34. Reinterment of Joel T. Hart (1884)

The General Assembly honored one of Kentucky's greatest artists, the sculptor and poet Joel Tanner Hart, by approving "an act to provide ways and means for the removal of the remains of Joel T. Hart from Florence, Italy, to the cemetery in Frankfort, Kentucky," on April 22, 1884. Hart, who had died in Italy in 1877, had "by dint of his own indomitable will and commanding talents" succeeded in raising himself "from obscurity to national and world-wide prominence" and had achieved "a position second to none other that America or the world ever produced in the grand art of sculpture, and thereby added imperishable renown to his native State." His grave, however, was "unmarked and unhonored on a foreign shore." The governor was authorized to appoint "some suitable person or persons" to effect the return of his remains to Frankfort "where they shall be interred in the lot set apart by the State for the burial of her illustrious dead." This reinterment was accomplished in 1885.

Model hand of Mrs. F. Gillespie Stout, of Midway, Ky.

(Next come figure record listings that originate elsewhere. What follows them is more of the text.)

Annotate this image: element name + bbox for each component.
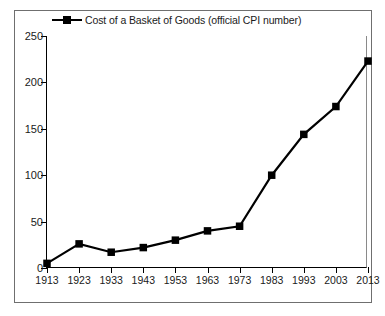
x-axis-label: 2013: [356, 275, 379, 286]
data-point-marker: [268, 171, 276, 179]
x-axis-label: 2003: [324, 275, 347, 286]
chart-legend: Cost of a Basket of Goods (official CPI …: [52, 12, 301, 28]
data-point-marker: [332, 103, 340, 111]
plot-area: 050100150200250 191319231933194319531963…: [46, 36, 367, 268]
x-axis-label: 1913: [35, 275, 58, 286]
data-point-marker: [172, 236, 180, 244]
y-axis-label: 50: [31, 216, 43, 227]
data-point-marker: [204, 227, 212, 235]
chart-figure: Cost of a Basket of Goods (official CPI …: [0, 0, 385, 316]
data-point-marker: [300, 131, 308, 139]
data-point-marker: [75, 240, 83, 248]
data-point-marker: [140, 244, 148, 252]
x-axis-label: 1923: [67, 275, 90, 286]
y-axis-label: 150: [25, 123, 43, 134]
legend-line-marker-icon: [52, 14, 82, 26]
legend-label-cpi: Cost of a Basket of Goods (official CPI …: [82, 14, 301, 26]
x-axis-label: 1943: [132, 275, 155, 286]
x-axis-label: 1983: [260, 275, 283, 286]
x-axis-tick: [368, 267, 369, 273]
x-axis-label: 1993: [292, 275, 315, 286]
x-axis-label: 1973: [228, 275, 251, 286]
y-axis-label: 250: [25, 31, 43, 42]
y-axis-label: 200: [25, 77, 43, 88]
data-point-marker: [43, 260, 51, 268]
data-point-marker: [236, 222, 244, 230]
series-cpi-line: [47, 36, 368, 268]
data-point-marker: [107, 248, 115, 256]
data-point-marker: [364, 57, 372, 65]
y-axis-label: 100: [25, 170, 43, 181]
y-axis-label: 0: [37, 263, 43, 274]
x-axis-label: 1953: [164, 275, 187, 286]
x-axis-label: 1933: [100, 275, 123, 286]
x-axis-label: 1963: [196, 275, 219, 286]
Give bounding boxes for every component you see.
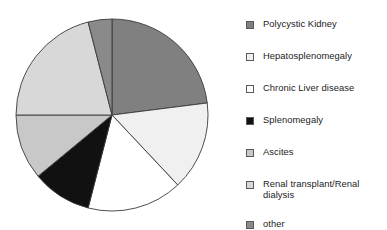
legend-swatch-icon bbox=[246, 85, 254, 93]
legend-swatch-icon bbox=[246, 149, 254, 157]
legend-item-label: other bbox=[263, 218, 285, 229]
legend-swatch-icon bbox=[246, 181, 254, 189]
legend-item-chronic-liver-disease[interactable]: Chronic Liver disease bbox=[246, 82, 387, 93]
legend-item-label: Splenomegaly bbox=[263, 114, 323, 125]
legend-item-label: Ascites bbox=[263, 146, 294, 157]
chart-legend: Polycystic KidneyHepatosplenomegalyChron… bbox=[246, 9, 387, 221]
legend-item-label: Renal transplant/Renal dialysis bbox=[263, 178, 359, 201]
legend-item-ascites[interactable]: Ascites bbox=[246, 146, 387, 157]
legend-swatch-icon bbox=[246, 53, 254, 61]
legend-item-splenomegaly[interactable]: Splenomegaly bbox=[246, 114, 387, 125]
legend-swatch-icon bbox=[246, 117, 254, 125]
legend-item-polycystic-kidney[interactable]: Polycystic Kidney bbox=[246, 18, 387, 29]
legend-item-hepatosplenomegaly[interactable]: Hepatosplenomegaly bbox=[246, 50, 387, 61]
pie-chart-svg bbox=[0, 0, 230, 230]
legend-swatch-icon bbox=[246, 221, 254, 229]
legend-swatch-icon bbox=[246, 21, 254, 29]
legend-item-other[interactable]: other bbox=[246, 218, 387, 229]
pie-chart-figure: Polycystic KidneyHepatosplenomegalyChron… bbox=[0, 0, 387, 230]
legend-item-label: Hepatosplenomegaly bbox=[263, 50, 352, 61]
legend-item-label: Chronic Liver disease bbox=[263, 82, 354, 93]
pie-slice-group bbox=[16, 19, 208, 211]
pie-slice bbox=[112, 19, 207, 115]
pie-chart-plot-area bbox=[0, 0, 230, 230]
legend-item-label: Polycystic Kidney bbox=[263, 18, 337, 29]
legend-item-renal-transplant-renal-dialysis[interactable]: Renal transplant/Renal dialysis bbox=[246, 178, 387, 201]
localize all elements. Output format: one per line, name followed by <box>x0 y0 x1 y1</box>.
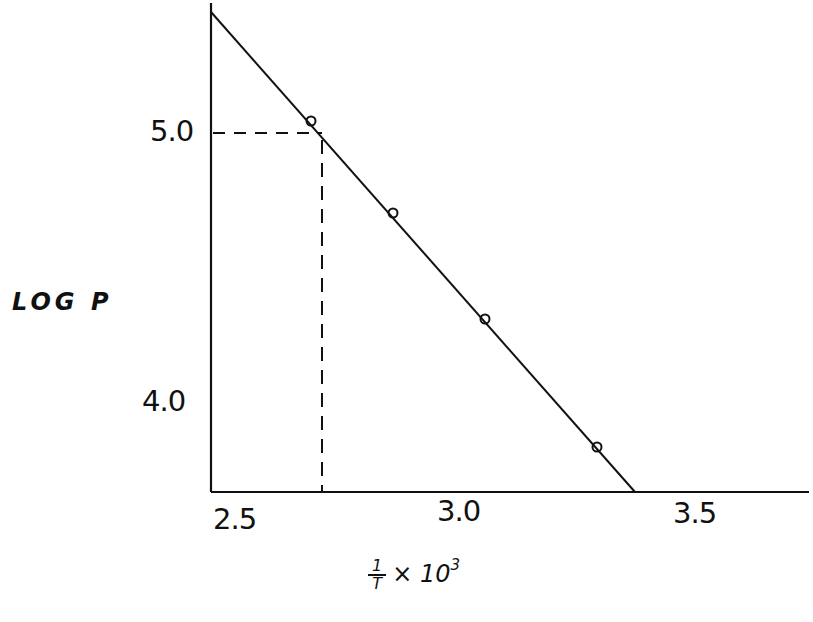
x-tick-2-5: 2.5 <box>213 502 256 536</box>
x-axis-exponent: 3 <box>450 556 460 574</box>
x-axis-multiplier: × 10 <box>392 560 450 588</box>
x-tick-3-0: 3.0 <box>437 494 480 528</box>
x-tick-3-5: 3.5 <box>673 496 716 530</box>
x-axis-label: 1 T × 103 <box>368 556 460 592</box>
y-tick-5: 5.0 <box>150 114 193 148</box>
x-axis-fraction: 1 T <box>368 558 386 592</box>
y-axis-label: LOG P <box>12 288 112 316</box>
data-points <box>307 117 602 452</box>
fraction-denominator: T <box>368 576 386 592</box>
fit-line <box>211 12 635 492</box>
y-tick-4: 4.0 <box>142 384 185 418</box>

Model hand of Mrs. F. Gillespie Stout, of Midway, Ky., selected by Joel T. Hart for his masterpiece, Woman Triumphant. "It was the most perfect hand he could find." Hart began work on the statue in 1875, but died before its completion. George Saul, an English sculptor and former pupil of Hart, finished sculpting the figure. A marble replica of it in the Fayette County courthouse was destroyed in a fire in 1897. Photograph by W. E. Johns, Kentucky Historical Society Collections.